For as long as Patrick Nehoda has been alive, people have used words like “taciturn” and “melancholy” to describe his disposition. “I was that 4-year-old who people would call an old soul,” the Franklin-residing singer-songwriter-guitarist, now 39, tells the Scene.
But Anyways…, the debut from Nehoda and his three-piece band — also called Nehoda — distills a lifetime of resilience into nine rugged songs. It’s out Friday, Oct. 2, with a ticketed, socially distanced record-release party Saturday, Oct. 10, at Dee’s Country Cocktail Lounge in Madison.
Nehoda cut his teeth playing in bands in his native Northern California, but at 23 he put music on hold to become a fireman and EMT. After a too-close call battling a wildland blaze in the state’s northeastern corner, he dug deep, weighing the risks and rewards of such noble yet dangerous work. He discussed his harrowing experience at length on a 2018 episode of Crash and Ride, Athens, Ga., drummer Patrick Ferguson’s podcast about musicians and mental health.
Nehoda left the fire department and the Golden State entirely. He landed in Seattle, where he worked at a guitar shop and met his fiancée Masha. In 2016, priced out by the city’s second tech boom, the couple relocated to Middle Tennessee with Nehoda’s father Kenneth and ailing mother Olive in tow.
“When my mom got sick, I stepped into the role of nurse,” Nehoda remembers. “It was 24/7 for 17 months, and I’d do it again in a heartbeat. But it wore me out.”
While caring for his mother up until her passing in March ’18, Nehoda wrote and recorded a solo album, Don’t Forget the Hat. Through the wonders of the internet, the album’s penultimate track, an eight-minute burner called “Devil’s Bitch,” caught the ear of a radio DJ in Gloucester, U.K. The station extended an invite to play its annual summer fest, and Nehoda made a much-deserved vacation of it. The gig went great, and he came home resolute to keep momentum alive.
Later that winter, Nehoda was onstage one night at Springwater, and Grayson Papa and Jeremy Gill were in the crowd. Papa (a bassist and recent arrival from Philly) and Gill (drummer for local psych crew Floridian Slim and bandleader in Kitchn) were both struck by the Californian’s imposing presence — he stands 6-foot-7 — and compelling songs.
“It was just him up there with a Les Paul and an amp, cranking it out solo, and it was awesome,” remembers Papa. Gill heard something “heavier and more grown-up than a lot of bands,” he says. “The feeling behind it, the timbre of his voice, the reality of the songs spoke to me. I was like, ‘Dude, you need drums.’ ”
The trio got together to play, and the chemistry was instant. They debuted at Springwater in March ’19, and went on to play some 50 to 70 shows over the next year. “We took every gig we could, sometimes three in a week,” Nehoda says. “We found our identity, for sure.”
In February, just before the COVID shutdown, Nehoda, Gill and Papa entered Sundog Recording Studio with producer Mike Esser and tracked 11 songs. Nine went on the album, and the other two on a 7-inch, “Dear Mr. President” backed with “Eternal Sunshine” (featured in the July edition of the Scene’s monthly overlooked-releases series). Both are issued via Nehoda’s own label, Olive Records.
“My mom was always my biggest fan, biggest supporter, best friend … so I just thought it was fitting,” Nehoda says of his label’s name. “When I’m down or feeling like I’m waiting on something, her words of encouragement [remind] me: ‘Fuck it, don’t wait, just do it.’ Even when it feels like the world is collapsing, [she’s] pushing me forward.”
Clocking in at a perfect LP-length 40 minutes, But Anyways… includes amped-up full-band versions of Nehoda solo songs like the angsty, bluesy opener “I Don’t Know” and flannel-flying rave-up “Shakey Pop.” There’s also headier newer material like the standout “Just Another Season,” a Southern Gothic murder ballad in the vein of Screamin’ Jay Hawkins’ “I Put a Spell on You.”
With little in the way of effects, solos or other excesses, But Anyways… is a moving, breathing band-in-a-room rock record, the likes of which you don’t hear often these days.
You could call it the work of an old soul.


WHAT YOU WILL DO: Report every line of the data that includes "ticks".
SOURCE MATERIAL Start Marker
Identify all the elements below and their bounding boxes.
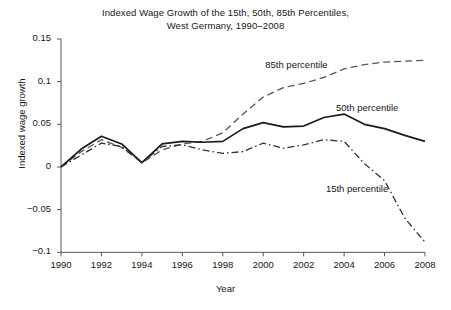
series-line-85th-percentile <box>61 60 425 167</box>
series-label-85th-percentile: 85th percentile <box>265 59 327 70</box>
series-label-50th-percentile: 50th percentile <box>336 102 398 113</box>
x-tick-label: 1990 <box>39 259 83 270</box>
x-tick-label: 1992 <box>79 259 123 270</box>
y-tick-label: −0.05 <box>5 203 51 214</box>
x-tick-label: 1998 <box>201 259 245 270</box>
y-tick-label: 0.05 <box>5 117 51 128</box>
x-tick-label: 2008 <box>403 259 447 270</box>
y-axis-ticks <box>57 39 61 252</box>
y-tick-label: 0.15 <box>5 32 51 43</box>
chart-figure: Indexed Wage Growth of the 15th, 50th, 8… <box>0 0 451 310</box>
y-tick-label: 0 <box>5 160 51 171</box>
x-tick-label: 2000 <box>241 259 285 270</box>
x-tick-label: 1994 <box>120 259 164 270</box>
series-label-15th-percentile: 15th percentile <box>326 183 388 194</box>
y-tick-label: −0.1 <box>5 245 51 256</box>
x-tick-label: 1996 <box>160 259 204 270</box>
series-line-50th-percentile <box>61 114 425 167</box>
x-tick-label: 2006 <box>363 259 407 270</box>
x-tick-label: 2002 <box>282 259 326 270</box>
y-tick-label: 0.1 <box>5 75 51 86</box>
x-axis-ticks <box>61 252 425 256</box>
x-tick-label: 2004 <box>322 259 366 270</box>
SOURCE MATERIAL End Marker
EXERCISE ANSWER:
y-axis-ticks <box>57 39 61 252</box>
x-axis-ticks <box>61 252 425 256</box>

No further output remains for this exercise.